Built by Jimi Hendrix, this studio is not only steeped in rock history but is still used by the top recording artists of today. Steve Sutherland catches the Greenwich Village vibes
The sum was $1,032,425.26. That's how much, in today's money, that his engineer Eddie Kramer reckons Jimi Hendrix was paying every year renting studio time in the late 1960s. And that's why, when Hendrix and his manager Michael Jeffery told Kramer they'd bought a venue at 52 West 8th Street in New York's Greenwich Village and were planning to turn it into a nightclub, he told them they were crazy.
If there's one man synonymous with the 'custom DAC' it's Ed Meitner, who has crafted his own digital tech for 30 years. His latest outboard DAC is a chip off the digital block
Twenty years or so ago, standalone DACs were fast becoming an endangered species. The breed had a brief moment in the sun in the early '90s, with almost all CD player brands fitting digital outputs, but until the advent of USB audio, the add-on digital box was on the wane. Now, with the rise of digital streaming, network-attached DACs are the gift that keeps on giving, for hi-fi brands and buyers alike.
Johnny Sharp on the creation of the artwork for Fleetwood Mac's pivotal late '70s album Rumours
The '70s had no shortage of puzzling LP sleeve imagery. But if the image that adorned Fleetwood Mac's 1977 album Rumours was among the more perverse and baffling, that might have been because the band that made it had been driven to the edge of sanity while doing so.
From California via London comes the shapely form of Zesto's Andros phono preamp – all tubes and transformers and now, courtesy of an uprated PSU, in 'Deluxe II' guise
If you demand full control over your cartridges, an all-singing/all-dancing phono preamp like the Zesto Andros Deluxe II is the only thing that will suffice. At £7500, it occupies the lower reaches of the extreme phono stage market – there are £40k-plus units if you're inspired to go further – but one should still be hyper-critical when the market is awash with exceptional, fully-adjustable phono amps for under £1000.

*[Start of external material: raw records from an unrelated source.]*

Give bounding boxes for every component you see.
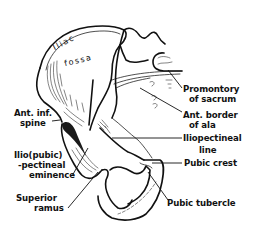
- leader-ant-border: [140, 88, 182, 112]
- leader-promontory: [168, 70, 182, 88]
- label-superior-line1: Superior: [16, 193, 57, 203]
- label-promontory-line1: Promontory: [183, 84, 239, 94]
- ant-inf-spine-shading: [62, 122, 86, 156]
- fossa-ridge: [89, 80, 93, 125]
- sacrum-wing: [120, 45, 148, 62]
- promontory-body: [153, 53, 182, 71]
- ala-marks: [150, 80, 172, 108]
- label-ant-border-line1: Ant. border: [183, 110, 238, 120]
- label-pubic-tubercle: Pubic tubercle: [167, 198, 236, 208]
- label-eminence-line2: -pectineal: [18, 160, 65, 170]
- label-ant-border-line2: of ala: [189, 120, 216, 130]
- label-pubic-crest: Pubic crest: [184, 158, 237, 168]
- label-eminence-line3: eminence: [29, 170, 75, 180]
- fossa-hatching: [47, 61, 84, 126]
- label-ant-inf-line2: spine: [20, 118, 46, 128]
- label-ant-inf-line1: Ant. inf.: [14, 108, 52, 118]
- label-eminence-line1: Ilio(pubic): [14, 150, 62, 160]
- ala-border-line-3: [116, 78, 150, 88]
- label-iliopectineal-line2: line: [199, 145, 216, 155]
- pubic-body-outline: [98, 160, 163, 220]
- promontory-detail: [158, 57, 172, 65]
- iliopectineal-ridge: [100, 128, 144, 160]
- superior-ramus-outline: [102, 169, 132, 208]
- label-superior-line2: ramus: [34, 203, 64, 213]
- obturator-foramen: [110, 166, 150, 204]
- label-promontory-line2: of sacrum: [189, 94, 236, 104]
- ala-outline: [124, 28, 165, 44]
- leader-ant-inf-spine: [52, 120, 60, 121]
- label-iliopectineal-line1: Iliopectineal: [183, 133, 242, 143]
- anatomy-figure: Iliac fossa Promontory of sacrum Ant. bo…: [0, 0, 255, 235]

Promising the 'iconic JBL sound' from modern cabinets, we hear the flagship HDI floorstander
Some speakers are large, but manage to conceal their bulk through clever styling, but the £4000 HDI-3800 flagship of JBL's 'High-Definition Imaging' series manages to do exactly the opposite. It may only stand 1.1m tall, yet the combination of width and depth – 30cm and almost 42cm respectively – and a particularly upfront driver array makes this a rather imposing speaker to have in the room, with echoes of the company's PA range.

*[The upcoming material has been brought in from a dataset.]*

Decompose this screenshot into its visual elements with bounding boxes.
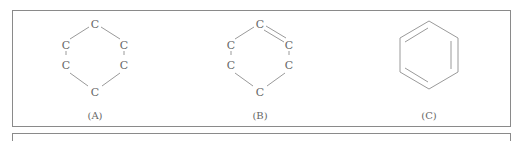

The no-nonsense mountain-inspired aesthetic is unmistakable, but despite the heady pricing this pre/power amp combo is from one of Boulder's more affordable ranges
It's the style of the Boulder 1100 series amplification that grabs you first – very different from the common image of US-made high-end hi-fi, even if the £30,000 1160 stereo power amp lives up to at least some of the stereotype with its 61.2kg mass. Instead of the usual scattergun buttons, grab-handles and menacing – not to mention finger-slicing – heatsinks so common in products of this type, seemingly built with no concession to domestic acceptability, the Boulder power amp and its matching £22,500 1110 line-only preamp have a much softer look.
This month we review and test releases from: Frank Peter Zimmermann/Martin Helmchen, Tom Remon & Jim Mullen, Basque National Orchestra/Robert Trevino, Mighty Oaks and Linn Mori.